Military medals demand more formality. The traditional mounting order (highest precedence top-right, alternating right-to-left, top-to-bottom) follows strict regulations. The Medals of America website provides accurate precedence charts for U.S. decorations. Foreign medals complicate arrangements—generally they follow domestic awards but check specific branch regulations if displaying while in service. Shadow boxes with black or navy velvet backgrounds best showcase gold and silver-toned military pieces.
Antique and commemorative medals often lack ribbons, displaying better in easel-backed cases or glass domes. The Round Top Collectibles Display Dome ($25-$45) works well for single significant pieces. For collections of smaller medals—souvenir medals from shrines, World's Fair commemoratives, society medals—tray-style cases with divided compartments keep pieces organized and protected.

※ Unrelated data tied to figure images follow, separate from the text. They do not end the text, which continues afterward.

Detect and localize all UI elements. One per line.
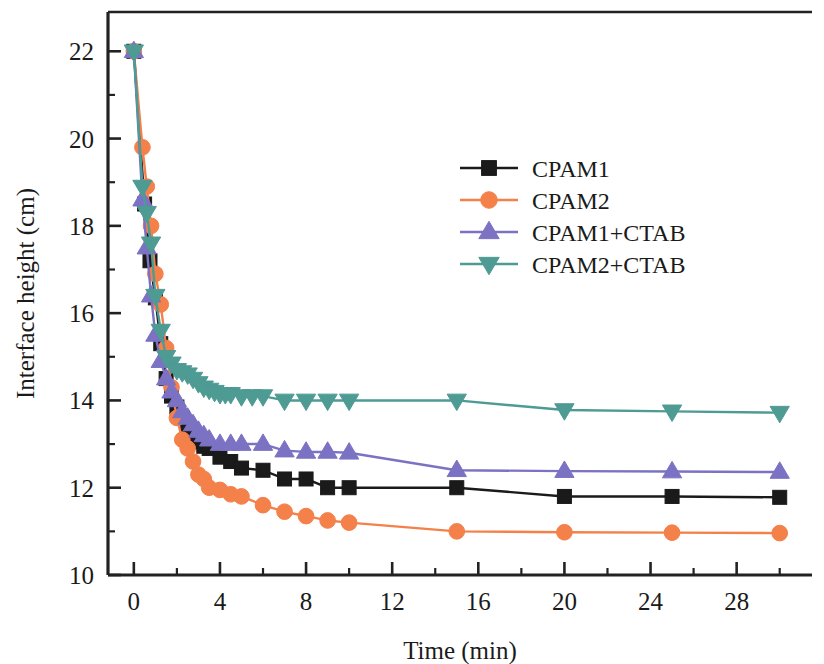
data-point [665,489,679,503]
x-tick-label: 8 [300,588,313,615]
data-point [256,463,270,477]
data-point [255,497,271,513]
data-point [296,442,315,458]
data-point [234,489,250,505]
chart-legend: CPAM1CPAM2CPAM1+CTABCPAM2+CTAB [460,156,685,278]
y-tick-label: 10 [69,562,94,589]
y-tick-label: 12 [69,475,94,502]
data-point [277,504,293,520]
data-point [234,461,248,475]
data-point [557,489,571,503]
data-point [555,404,574,420]
data-point [555,461,574,477]
x-tick-label: 16 [466,588,491,615]
y-tick-label: 20 [69,126,94,153]
legend-marker-icon [482,161,497,176]
y-axis-title: Interface height (cm) [12,188,40,399]
data-point [770,406,789,422]
x-tick-label: 24 [638,588,664,615]
legend-item[interactable]: CPAM1 [460,156,610,182]
x-tick-label: 20 [552,588,577,615]
chart-figure: 048121620242810121416182022Time (min)Int… [0,0,824,664]
data-point [298,508,314,524]
data-point [342,481,356,495]
legend-label: CPAM2+CTAB [532,252,685,278]
data-point [320,513,336,529]
data-point [275,394,294,410]
data-point [449,524,465,540]
interface-height-vs-time-chart: 048121620242810121416182022Time (min)Int… [0,0,824,664]
data-point [664,525,680,541]
data-point [770,462,789,478]
y-tick-label: 14 [69,387,95,414]
legend-label: CPAM1 [532,156,610,182]
x-tick-label: 12 [380,588,405,615]
data-point [773,490,787,504]
data-point [318,394,337,410]
axis-titles-group: Time (min)Interface height (cm) [12,188,517,664]
data-point [135,139,151,155]
data-point [296,394,315,410]
data-point [772,525,788,541]
data-point [278,472,292,486]
legend-item[interactable]: CPAM1+CTAB [460,220,685,246]
data-point [318,442,337,458]
data-point [339,443,358,459]
data-point [341,515,357,531]
data-point [447,394,466,410]
legend-item[interactable]: CPAM2+CTAB [460,252,685,278]
data-point [557,524,573,540]
data-point [450,481,464,495]
legend-item[interactable]: CPAM2 [460,188,610,214]
data-point [253,434,272,450]
y-tick-label: 22 [69,38,94,65]
legend-marker-icon [479,257,499,274]
data-point [662,405,681,421]
y-tick-label: 16 [69,300,94,327]
series-cpam1 [127,44,787,504]
data-point [321,481,335,495]
legend-label: CPAM1+CTAB [532,220,685,246]
x-tick-label: 0 [128,588,141,615]
legend-marker-icon [481,192,498,209]
x-axis-title: Time (min) [403,637,517,664]
y-tick-label: 18 [69,213,94,240]
data-point [662,461,681,477]
series-cpam2-ctab [124,45,789,423]
data-point [299,472,313,486]
legend-marker-icon [479,221,499,238]
data-point [339,394,358,410]
x-tick-label: 4 [214,588,227,615]
legend-label: CPAM2 [532,188,610,214]
x-tick-label: 28 [724,588,749,615]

That said, don't overcrowd displays. Medals touching each other scratch and abrade. Leave breathing room—at least a quarter-inch between pieces in cases. In shadow boxes, use matting spacers to create depth and separation. The visual impact actually improves with negative space.
Pin-back medals (common in fraternal organizations and early 20th-century commemoratives) present unique challenges. The pins damage backing materials and can rust. Display these in shallow trays or use modified cases with soft polyethylene foam backing. Never force pins through cardboard or fabric—bend the clasp mechanism and the medal loses significant value.
Rotation Strategies for Large Collections
No display method suits permanent exhibition for valuable pieces. Light damage accumulates irreversibly over time. Serious collectors rotate displayed items quarterly or seasonally, returning pieces to dark storage after their display period.
This approach lets you enjoy the full collection without concentrating damage on favorites. It also gives you regular handling opportunities to inspect for developing problems—tarnish spots, loose ribbons, case seal failures. Catching issues early prevents expensive conservation later.
Your medals represent achievement, history, memory. They deserve better than a junk drawer or a dusty box. With proper materials, environmental awareness, and these display techniques, a collection becomes something you actually live with—protected, organized, visible, meaningful.